The paper addresses the gauge-dependence problem of the effective potential, showing that the value of the Coleman–Weinberg potential at its minimum is gauge-invariant when one uses a carefully constructed perturbative expansion that includes an infinite class of daisy diagrams. By performing a full two-loop calculation in general Rξ gauges and implementing daisy resummation, the authors demonstrate that expressing V_min at a special, gauge-invariant scale μ_X yields an unambiguous, gauge-invariant vacuum energy. They further develop an RG-improvement strategy that runs couplings to μ_X before evaluating the potential, and they extend the framework to higher-dimension operators, clarifying how to extract physical, gauge-invariant information from effective potentials in a consistent, order-by-order manner. The results have significant implications for precision studies of spontaneous symmetry breaking and for applying effective potentials in the Standard Model and beyond.

Abstract

It is well known that effective potentials can be gauge-dependent while their values at extrema should be gauge-invariant.
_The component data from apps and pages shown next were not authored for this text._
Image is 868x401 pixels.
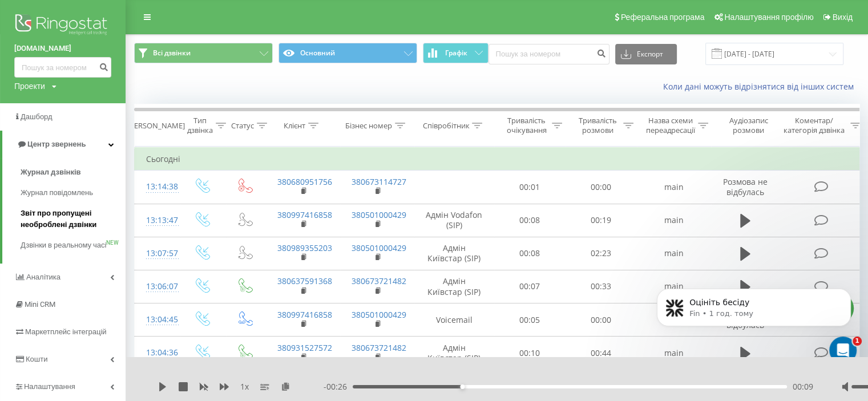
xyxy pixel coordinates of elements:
[621,12,705,22] span: Реферальна програма
[504,116,549,135] div: Тривалість очікування
[575,116,620,135] div: Тривалість розмови
[637,270,711,303] td: main
[323,381,353,392] span: - 00:26
[27,140,85,148] span: Центр звернень
[146,242,169,265] div: 13:07:57
[20,162,126,183] a: Журнал дзвінків
[494,170,566,204] td: 00:01
[637,237,711,270] td: main
[20,239,106,251] span: Дзвінки в реальному часі
[278,43,417,63] button: Основний
[566,170,637,204] td: 00:00
[146,342,169,364] div: 13:04:36
[187,116,213,135] div: Тип дзвінка
[26,273,61,281] span: Аналiтика
[351,209,406,220] a: 380501000429
[566,336,637,370] td: 00:44
[146,308,169,331] div: 13:04:45
[134,148,865,170] td: Сьогодні
[724,12,813,22] span: Налаштування профілю
[351,309,406,320] a: 380501000429
[351,342,406,353] a: 380673721482
[277,209,332,220] a: 380997416858
[127,121,185,130] div: [PERSON_NAME]
[494,204,566,237] td: 00:08
[277,342,332,353] a: 380931527572
[20,183,126,203] a: Журнал повідомлень
[14,57,111,78] input: Пошук за номером
[414,336,494,370] td: Адмін Київстар (SIP)
[829,336,856,364] iframe: Intercom live chat
[277,276,332,286] a: 380637591368
[351,276,406,286] a: 380673721482
[639,265,868,370] iframe: Intercom notifications повідомлення
[663,81,859,92] a: Коли дані можуть відрізнятися вiд інших систем
[146,176,169,198] div: 13:14:38
[153,48,190,57] span: Всі дзвінки
[721,116,776,135] div: Аудіозапис розмови
[723,176,768,197] span: Розмова не відбулась
[637,170,711,204] td: main
[833,12,852,22] span: Вихід
[489,44,609,64] input: Пошук за номером
[231,121,254,130] div: Статус
[414,303,494,336] td: Voicemail
[20,187,93,198] span: Журнал повідомлень
[20,207,120,231] span: Звіт про пропущені необроблені дзвінки
[277,242,332,253] a: 380989355203
[414,270,494,303] td: Адмін Київстар (SIP)
[494,336,566,370] td: 00:10
[414,204,494,237] td: Адмін Vodafon (SIP)
[351,242,406,253] a: 380501000429
[414,237,494,270] td: Адмін Київстар (SIP)
[146,209,169,232] div: 13:13:47
[20,235,126,256] a: Дзвінки в реальному часіNEW
[566,270,637,303] td: 00:33
[460,385,465,389] div: Accessibility label
[566,237,637,270] td: 02:23
[422,121,469,130] div: Співробітник
[494,270,566,303] td: 00:07
[615,44,677,64] button: Експорт
[566,303,637,336] td: 00:00
[637,303,711,336] td: main
[793,381,813,392] span: 00:09
[24,382,75,391] span: Налаштування
[146,276,169,298] div: 13:06:07
[20,166,81,178] span: Журнал дзвінків
[25,327,106,336] span: Маркетплейс інтеграцій
[852,336,862,346] span: 1
[14,43,111,54] a: [DOMAIN_NAME]
[277,176,332,187] a: 380680951756
[25,300,55,308] span: Mini CRM
[240,381,249,392] span: 1 x
[134,43,273,63] button: Всі дзвінки
[26,355,47,363] span: Кошти
[494,303,566,336] td: 00:05
[637,204,711,237] td: main
[445,49,467,57] span: Графік
[20,203,126,235] a: Звіт про пропущені необроблені дзвінки
[14,12,111,40] img: Ringostat logo
[646,116,695,135] div: Назва схеми переадресації
[14,80,45,92] div: Проекти
[2,130,126,158] a: Центр звернень
[423,43,489,63] button: Графік
[637,336,711,370] td: main
[345,121,392,130] div: Бізнес номер
[284,121,305,130] div: Клієнт
[566,204,637,237] td: 00:19
[277,309,332,320] a: 380997416858
[351,176,406,187] a: 380673114727
[20,113,53,121] span: Дашборд
[781,116,848,135] div: Коментар/категорія дзвінка
[494,237,566,270] td: 00:08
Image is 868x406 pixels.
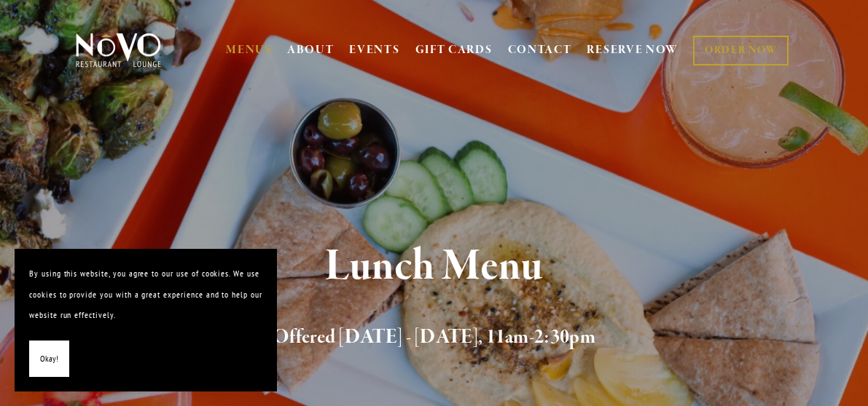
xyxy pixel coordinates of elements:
span: Okay! [40,349,58,370]
a: GIFT CARDS [416,37,493,64]
p: By using this website, you agree to our use of cookies. We use cookies to provide you with a grea... [29,263,263,327]
img: Novo Restaurant &amp; Lounge [73,32,164,68]
a: EVENTS [349,43,399,57]
a: RESERVE NOW [587,37,678,64]
h2: Offered [DATE] - [DATE], 11am-2:30pm [95,322,773,353]
a: MENUS [226,43,272,57]
h1: Lunch Menu [95,244,773,291]
section: Cookie banner [15,249,277,391]
a: ABOUT [287,43,334,57]
button: Okay! [29,341,69,378]
a: CONTACT [508,37,572,64]
a: ORDER NOW [693,36,788,66]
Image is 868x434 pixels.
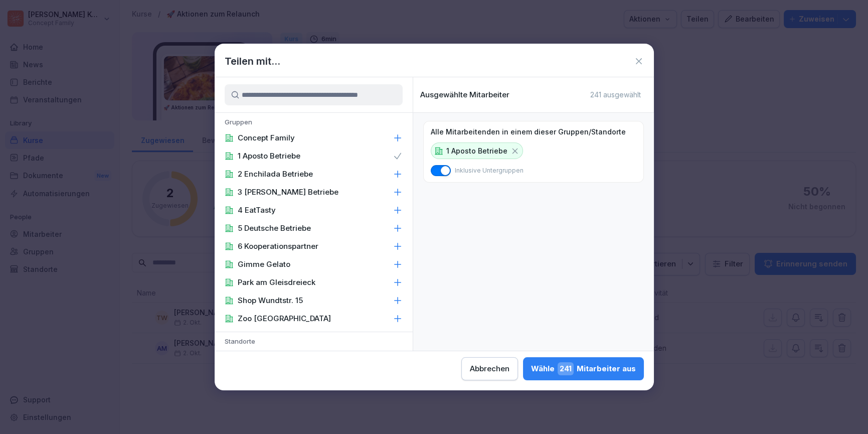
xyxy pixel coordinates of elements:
p: Standorte [215,337,413,348]
p: 4 EatTasty [238,205,276,215]
p: Concept Family [238,133,295,143]
p: 241 ausgewählt [590,91,641,99]
button: Abbrechen [461,357,518,380]
div: Abbrechen [470,363,509,374]
p: 1 Aposto Betriebe [446,145,507,156]
button: Wähle241Mitarbeiter aus [523,357,644,380]
h1: Teilen mit... [225,53,280,69]
p: Ausgewählte Mitarbeiter [420,91,509,99]
p: Gimme Gelato [238,259,291,269]
span: 241 [557,362,574,375]
div: Wähle Mitarbeiter aus [531,362,636,375]
p: 6 Kooperationspartner [238,241,318,251]
p: 3 [PERSON_NAME] Betriebe [238,187,339,197]
p: 5 Deutsche Betriebe [238,224,311,233]
p: Park am Gleisdreieck [238,278,315,287]
p: 1 Aposto Betriebe [238,151,300,161]
p: Alle Mitarbeitenden in einem dieser Gruppen/Standorte [431,128,626,136]
p: Zoo [GEOGRAPHIC_DATA] [238,313,331,324]
p: Shop Wundtstr. 15 [238,296,303,305]
p: 2 Enchilada Betriebe [238,169,313,179]
p: Inklusive Untergruppen [455,166,524,175]
p: Gruppen [215,118,413,129]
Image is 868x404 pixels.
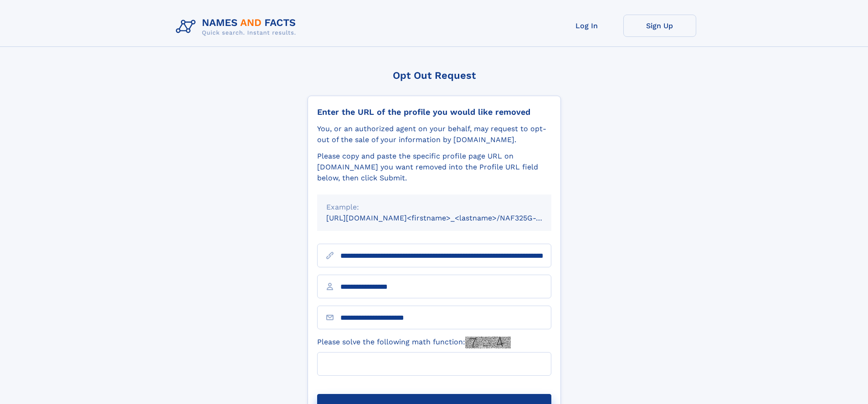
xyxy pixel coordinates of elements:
img: Logo Names and Facts [173,15,303,39]
div: Please copy and paste the specific profile page URL on [DOMAIN_NAME] you want removed into the Pr... [317,151,551,183]
label: Please solve the following math function: [317,336,511,348]
div: You, or an authorized agent on your behalf, may request to opt-out of the sale of your informatio... [317,124,551,145]
a: Log In [550,15,624,37]
div: Enter the URL of the profile you would like removed [317,107,551,117]
a: Sign Up [624,15,696,37]
div: Opt Out Request [308,70,561,81]
small: [URL][DOMAIN_NAME]<firstname>_<lastname>/NAF325G-xxxxxxxx [327,214,569,223]
div: Example: [327,202,542,213]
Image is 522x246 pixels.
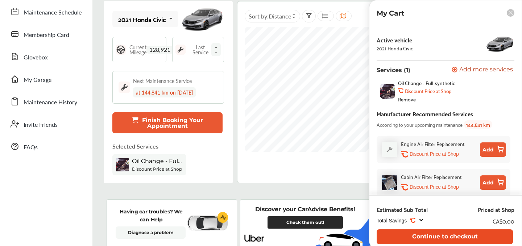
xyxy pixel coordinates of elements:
div: Engine Air Filter Replacement [401,139,464,148]
span: Glovebox [24,53,48,62]
img: cabin-air-filter-replacement-thumb.jpg [382,175,397,190]
img: 14053_st0640_046.jpg [485,33,514,55]
a: Maintenance Schedule [7,2,85,21]
p: Discover your CarAdvise Benefits! [255,205,355,213]
span: Current Mileage [129,45,146,55]
img: default_wrench_icon.d1a43860.svg [382,142,397,157]
div: 2021 Honda Civic [118,16,166,23]
button: Add [480,175,506,190]
a: FAQs [7,137,85,156]
span: FAQs [24,143,38,152]
span: Distance [268,12,291,20]
span: 144,841 km [464,120,492,129]
div: Active vehicle [376,37,413,43]
span: Last Service [189,45,211,55]
p: Discount Price at Shop [409,184,458,191]
b: Discount Price at Shop [405,88,451,94]
a: Invite Friends [7,114,85,133]
p: Selected Services [112,142,158,150]
img: cardiogram-logo.18e20815.svg [217,212,228,223]
a: Diagnose a problem [116,226,185,239]
div: at 144,841 km on [DATE] [133,87,196,97]
span: Oil Change - Full-synthetic [132,158,183,164]
img: uber-logo.8ea76b89.svg [244,233,264,244]
div: Next Maintenance Service [133,77,192,84]
a: Glovebox [7,47,85,66]
img: maintenance_logo [175,45,185,55]
button: Add more services [451,67,513,74]
button: Add [480,142,506,157]
span: Total Savings [376,218,406,224]
span: Add more services [459,67,513,74]
b: Discount Price at Shop [132,166,182,172]
div: Cabin Air Filter Replacement [401,172,462,181]
p: My Cart [376,9,404,17]
a: Membership Card [7,25,85,43]
img: oil-change-thumb.jpg [380,84,395,99]
div: CA$0.00 [492,216,514,226]
img: diagnose-vehicle.c84bcb0a.svg [187,215,228,231]
div: Priced at Shop [477,206,514,213]
span: My Garage [24,75,51,85]
p: Having car troubles? We can Help [116,208,187,224]
span: Invite Friends [24,120,58,130]
a: Add more services [451,67,514,74]
div: 2021 Honda Civic [376,45,413,51]
a: Check them out! [267,216,343,229]
span: Maintenance Schedule [24,8,82,17]
div: Manufacturer Recommended Services [376,109,473,118]
canvas: Map [245,27,498,152]
div: Estimated Sub Total [376,206,427,213]
span: -- [211,43,221,56]
img: oil-change-thumb.jpg [116,158,129,171]
a: Maintenance History [7,92,85,111]
span: 128,921 [146,46,173,54]
img: steering_logo [116,45,126,55]
img: maintenance_logo [118,82,130,93]
span: Oil Change - Full-synthetic [398,80,455,86]
span: According to your upcoming maintenance [376,120,462,129]
div: Remove [398,96,416,102]
button: Continue to checkout [376,229,513,244]
span: Maintenance History [24,98,77,107]
span: Membership Card [24,30,69,40]
a: My Garage [7,70,85,88]
p: Services (1) [376,67,410,74]
p: Discount Price at Shop [409,151,458,158]
img: mobile_14053_st0640_046.jpg [180,3,224,36]
span: Sort by : [249,12,291,20]
button: Finish Booking Your Appointment [112,112,222,133]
Unfortunately, establishing this invariance in perturbation theory is not straightforward, since contributions from arbitrarily high- order loops can be of the same size. We show in massless scalar QED that an infinite class of loops can be summed (and must be summed) to give a gauge invariant value for the potential at its minimum. In addition, we show that the exact potential depends on both the scale at which it is calculated and the normalization of the fields, but the vacuum energy does not. Using these insights, we propose a method to extract some physical quantities from effective potentials which is self-consistent order-by-order in perturbation theory, including improvement with the renormalization group.

Consistent Use of Effective Potentials

TL;DR

The paper addresses the gauge-dependence problem of the effective potential, showing that the value of the Coleman–Weinberg potential at its minimum is gauge-invariant when one uses a carefully constructed perturbative expansion that includes an infinite class of daisy diagrams. By performing a full two-loop calculation in general Rξ gauges and implementing daisy resummation, the authors demonstrate that expressing V_min at a special, gauge-invariant scale μ_X yields an unambiguous, gauge-invariant vacuum energy. They further develop an RG-improvement strategy that runs couplings to μ_X before evaluating the potential, and they extend the framework to higher-dimension operators, clarifying how to extract physical, gauge-invariant information from effective potentials in a consistent, order-by-order manner. The results have significant implications for precision studies of spontaneous symmetry breaking and for applying effective potentials in the Standard Model and beyond.

Abstract

It is well known that effective potentials can be gauge-dependent while their values at extrema should be gauge-invariant. Unfortunately, establishing this invariance in perturbation theory is not straightforward, since contributions from arbitrarily high- order loops can be of the same size. We show in massless scalar QED that an infinite class of loops can be summed (and must be summed) to give a gauge invariant value for the potential at its minimum. In addition, we show that the exact potential depends on both the scale at which it is calculated and the normalization of the fields, but the vacuum energy does not. Using these insights, we propose a method to extract some physical quantities from effective potentials which is self-consistent order-by-order in perturbation theory, including improvement with the renormalization group.

Paper Structure

This paper contains 19 sections, 92 equations, 3 figures.

Figures (3)

  • Figure 1: Under the rescaling of the dependent variable, a function changes but its values at extrema do not Patel:2011th. This elementary mathematical fact explains why the effective potential can depend on the field normalization, but $V_{\text{min}}$ does not.
  • Figure 2: There are 12 prototype diagrams which contribute to the 2-loop Coleman-Weinberg potential in $R_\xi$ gauges. Only the 4 diagrams on the top row contribute at NLO (order $\hbar^2$) when $\lambda \sim \hbar$.
  • Figure 3: Example daisy graphs which contribute inverse powers of $\lambda$.